Astro marks one of Amazon’s most ambitious consumer hardware launches in years. While Amazon is widely known for e-commerce, cloud computing through AWS, Alexa-powered devices, Fire TV, Echo smart speakers, and Ring security products, Astro brings several of those technologies together in a single mobile robot.
What Is Amazon Astro?
Astro is a small home robot roughly the size of a small dog. It moves around the home on three wheels, including two larger wheels designed to help it avoid getting stuck while navigating different areas. A smaller wheel helps the robot rotate and move smoothly through indoor spaces.
The robot features a 10-inch touchscreen, cameras, microphones, speakers, and Alexa voice support. Users can ask Astro questions, play music, watch shows, make video calls, check the weather, and receive sports updates, much like they would with an Echo Show or other Alexa-enabled device.
One of Astro’s standout features is its ability to move around the home.
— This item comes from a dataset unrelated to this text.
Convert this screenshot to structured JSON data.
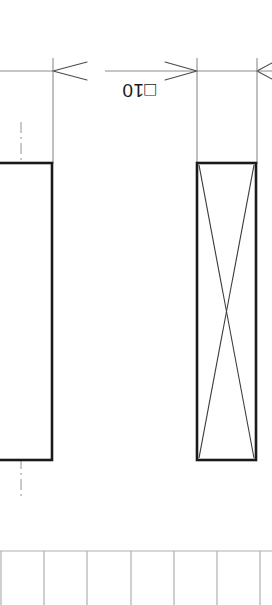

Unlike a traditional smart display that remains in one place, Astro can follow users from room to room or patrol the home while they are away.
Home Security and Remote Monitoring
Amazon is positioning Astro partly as a smart home security device. The robot includes a camera that can rise on a 42-inch arm, allowing it to look over counters, check rooms, and provide a better view of the home.
Users can control Astro remotely through a phone app. This means someone can move the robot around the house while away and check on pets, rooms, or loved ones. The feature may be especially useful for people who want to monitor an elderly family member living alone.
Astro also connects with Amazon’s broader smart home ecosystem, including Alexa and Ring-style security features. Its cameras can help create a map of the home during setup, allowing the robot to understand where it can travel.
A Robot Built From Amazon’s Existing Technology
Astro combines several areas where Amazon already has experience. The company has spent years developing Alexa, Echo smart displays, Fire TV, Prime Video, Ring security products, and warehouse robotics.
Amazon executives said the company sees home robotics as a natural future direction. As artificial intelligence, processors, sensors, and smart home technology improve, Amazon believes robots will become more common in homes over the next five to ten years.
Astro appears to be Amazon’s first major step toward that future.
What Astro Can and Cannot Do
Astro can move around the home, follow users, recognize faces if enabled, make video calls, play media, answer Alexa commands, and help with remote home monitoring. It also includes a small rear storage compartment that can carry small items.
Amazon also plans to offer a third-party insert from Omron that can hold a blood pressure cuff. This could make Astro useful for families who want to remind someone living alone to check their blood pressure or manage simple health-related routines.
However, Astro does have clear limitations. It does not have arms or hands, so it cannot pick up items, clean the house, open the fridge, or perform physical chores. It is not a fully functional household helper like the fictional robots often seen in movies or television.
Amazon said the technology required for reliable robotic arms at a consumer-friendly price is not ready yet. For now, the company has focused on mobility, smart movement, visual recognition, home monitoring, and Alexa-powered features.
Is Astro Worth $999?
At $999, Astro is not a low-cost smart home device. Many customers may see it as more of a futuristic gadget than a necessary household product. For some, its strongest use case may be home security or checking on family members remotely.
The robot may appeal most to early adopters, smart home enthusiasts, caregivers, and families who want a mobile device for remote monitoring. It could also become more useful over time if Amazon adds new features, improves its software, and develops future versions with more advanced capabilities.
Astro is still an early product, and Amazon’s “Day 1 Edition” label makes that clear. The company is treating the robot as the beginning of a longer journey rather than a finished vision of home robotics.
Amazon’s Bigger Robot Ambition
Amazon has had mixed results with experimental hardware in the past. Its Fire Phone was discontinued after failing to gain traction, while the Echo smart speaker became a major success and helped bring voice assistants into millions of homes.
Astro may follow either path. It could remain a niche product for early adopters, or it could become the first step toward a new category of household robots.
For now, Astro shows that Amazon is serious about bringing robotics into the home. Whether consumers are ready to pay $999 for a mobile Alexa-powered robot remains the biggest question.